No, it doesn't really make much sense.
First of all - what is the *problem*? A task not terminating isn't, necessarily, a problem. It might be annoying and unsightly but is there an actual problem like maybe some data doesn't get exported or a report doesn't get generated or some business process goes wrong...
If you do go ahead and terminate the process does it solve your problem? Or does it just happen again the next time the task runs?
What do you mean by "is being left running"?
Who is doing the leaving? "Left running" by whom? Or what action was supposed to transition it from running to not running? And why is that no longer happening? A scheduled task will launch a process but unless you go out of your way the task scheduler doesn't generally terminate those tasks. They usually run until some internal criteria is met and then they exit. Understanding that criteria could lead to understanding why it is not happening.
Or...
Are you saying that it is running longer than "usual" (which would imply that you have records showing what is "usual") or, perhaps, longer than "expected" (which implies that you have a length of time in mind). Or are you saying that it is never finishing (and that it used to finish and terminate cleanly)?
Do you have the source to saonlineack_v2? That sounds like custom code.
Even if you lack the source you can run "proGetStack <processid>" from a proenv command line and get a protrace.<processid> file which will contain a 4gl stack trace. That stack trace will tell you what line of code is being executed at the moment you run proGetStack. If your code is looping, or blocking on something (maybe someone has a record lock on something that you need), or just executing a massive out of control query you will know where to look for more insight. Or, if it is vendor code and you don't have the source, you can tell the vendor where to look.
Why are you worried that others may be running a Progress session? That shouldn't be a concern about terminating _this_ process. You said this is a dedicated server. So terminate interlopers with extreme prejudice. (Ok, that might be slightly anti-social, you could always give them a warning or two and then kill them...)
The more general concern about terminating a Windows process is that if the process being terminated is connected to the database via shared memory then there is a risk that killing it via task manager will crash the database. That will impact all users of that database. Not just users on that same Windows instance. If you are unsure if the process is using shared memory look for -S on the command line. You show a -S above so this process is NOT using shared memory and, therefore, killing this process is not risking a db crash.
Does this task create any logs that show any errors or which might provide any insight into what is happening? You might want to consider adding "-clientlog logfilename" to your process startup parameters if there is no current logging.
Beyond that, I have a few observations:
1) It is a headless batch job. It should not be prowin32, it should be _progres. Not that that has anything to do with the problem du jour. It just bugs me.
2) "OE111" suggests OpenEdge 11.1. Which aligns well with "after 10 years". Have either Windows or Crystal Report been upgraded or received service packs since this process was deployed? (I'm pretty sure that Windows is getting service packs more or less every week.) What is your excuse for running a woefully obsolescent release of OpenEdge and failing to apply service packs to that? I see NXT in your path so I'm guessing that this is an Infor SXE deployment. In spite of what first line tech support will always tell you - it *is* possible to upgrade OpenEdge. You just need to escalate a few layers. There *are* people at Infor who understand that upgrading OpenEdge is ok.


▶ What you will do: Below are entries to reproduce exactly, apart from their pictures.

▶ Figure dataset records:
--------------------------------------------------
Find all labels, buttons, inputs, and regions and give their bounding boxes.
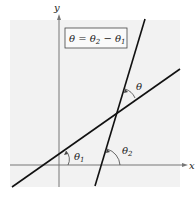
angle-between-lines-diagram: x y θ = θ2 − θ1 θ1 θ2 θ <box>0 0 196 198</box>
y-axis-arrow-icon <box>57 14 61 20</box>
y-axis-label: y <box>53 2 60 13</box>
x-axis-arrow-icon <box>182 163 188 167</box>
x-axis-label: x <box>189 160 195 171</box>
theta-label: θ <box>136 81 142 92</box>
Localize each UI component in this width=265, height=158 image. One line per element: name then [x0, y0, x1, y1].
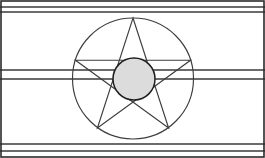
- figure-canvas: [0, 0, 265, 158]
- geometric-figure-svg: [0, 0, 265, 158]
- center-disc: [113, 58, 155, 100]
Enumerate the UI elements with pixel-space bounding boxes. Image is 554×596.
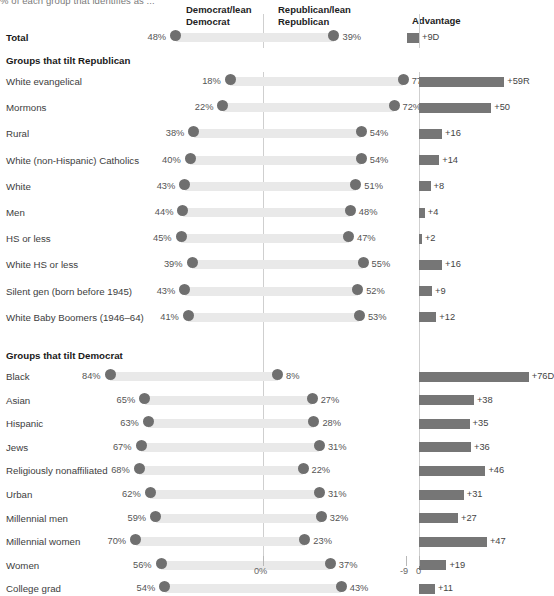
--------------------------------------------------
▶ Result for this exercise:
Find all labels, buttons, inputs, and regions and give their bounding boxes.
angle-between-lines-diagram: x y θ = θ2 − θ1 θ1 θ2 θ <box>0 0 196 198</box>
y-axis-arrow-icon <box>57 14 61 20</box>
y-axis-label: y <box>53 2 60 13</box>
x-axis-arrow-icon <box>182 163 188 167</box>
x-axis-label: x <box>189 160 195 171</box>
theta-label: θ <box>136 81 142 92</box>
Localize each UI component in this width=265, height=158 image. One line per element: name then [x0, y0, x1, y1].
- figure-canvas: [0, 0, 265, 158]
- geometric-figure-svg: [0, 0, 265, 158]
- center-disc: [113, 58, 155, 100]
Enumerate the UI elements with pixel-space bounding boxes. Image is 554×596.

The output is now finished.